Propolis, the resin used by bees to patch up holes in hives, has been used for centuries as a natural remedy for conditions ranging from sore throats and allergies to burns and cancer. But the compound has not gained acceptance by mainstream medicine because of questions about its effect on cells.
Caffeic acid phenethyl ester, or CAPE, a compound isolated from honeybee hive propolis, has been shown in lab tests to halt early-stage prostate cancer by shutting down the tumor cells’ system for detecting sources of nutrition.
"If you feed CAPE to mice daily, their tumors will stop growing. After several weeks, if you stop the treatment, the tumors will begin to grow again at their original pace," says researcher Richard B. Jones, Ph.D., assistant professor at the University of Chicago Medicine. "So it doesn’t kill the cancer, but it basically will indefinitely stop prostate cancer proliferation."
In this study, CAPE was also effective at slowing the growth of human prostate tumors grafted into mice. Six weeks of treatment with the compound decreased tumor volume growth rate by half, but when CAPE treatment was stopped, tumor growth resumed its prior rate. The results suggested that CAPE stopped cell division rather than killing cancerous cells.
"It appears that CAPE basically stops the ability of prostate cancer cells to sense that there’s nutrition available," Jones says. "They stop all of the molecular signatures that would suggest that nutrition exists, and the cells no longer have that proliferative response to nutrition."
http://www.easyhealthoptions.com/alternative-medicine/beehive-extract-kills-prostate-cancer-cells/"If you feed CAPE to mice daily, their tumors will stop growing. After several weeks, if you stop the treatment, the tumors will begin to grow again at their original pace," says researcher Richard B. Jones, Ph.D., assistant professor at the University of Chicago Medicine. "So it doesn’t kill the cancer, but it basically will indefinitely stop prostate cancer proliferation."

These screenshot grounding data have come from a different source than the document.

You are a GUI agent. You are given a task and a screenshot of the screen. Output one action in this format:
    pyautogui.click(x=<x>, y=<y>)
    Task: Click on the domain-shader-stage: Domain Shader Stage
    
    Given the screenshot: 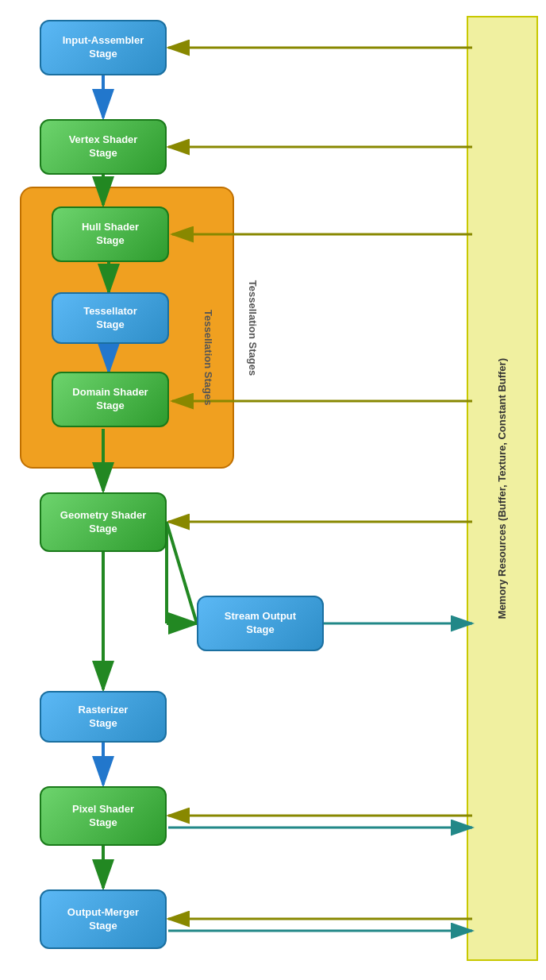 What is the action you would take?
    pyautogui.click(x=110, y=399)
    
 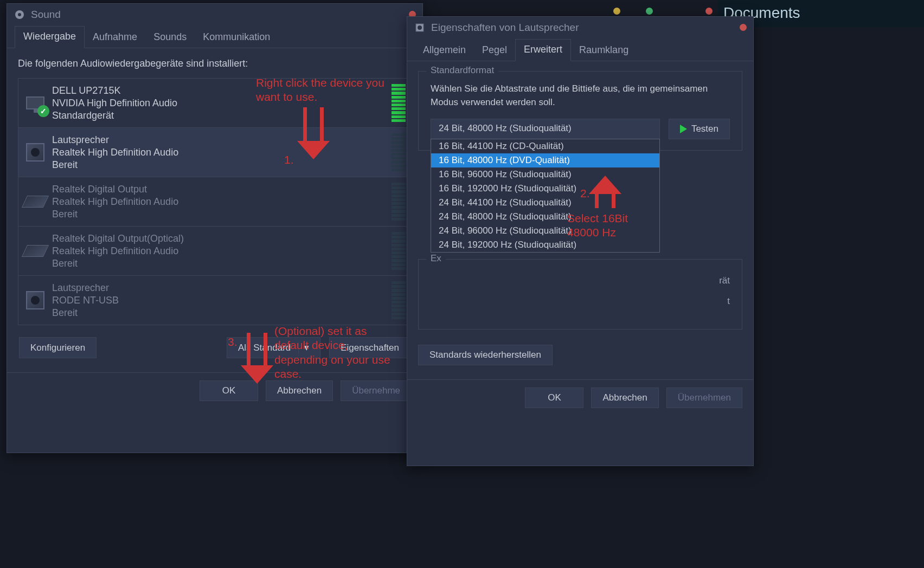 I want to click on tab-wiedergabe: Wiedergabe, so click(x=50, y=37).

In this study, CAPE was also effective at slowing the growth of human prostate tumors grafted into mice. Six weeks of treatment with the compound decreased tumor volume growth rate by half, but when CAPE treatment was stopped, tumor growth resumed its prior rate. The results suggested that CAPE stopped cell division rather than killing cancerous cells.
"It appears that CAPE basically stops the ability of prostate cancer cells to sense that there’s nutrition available," Jones says. "They stop all of the molecular signatures that would suggest that nutrition exists, and the cells no longer have that proliferative response to nutrition."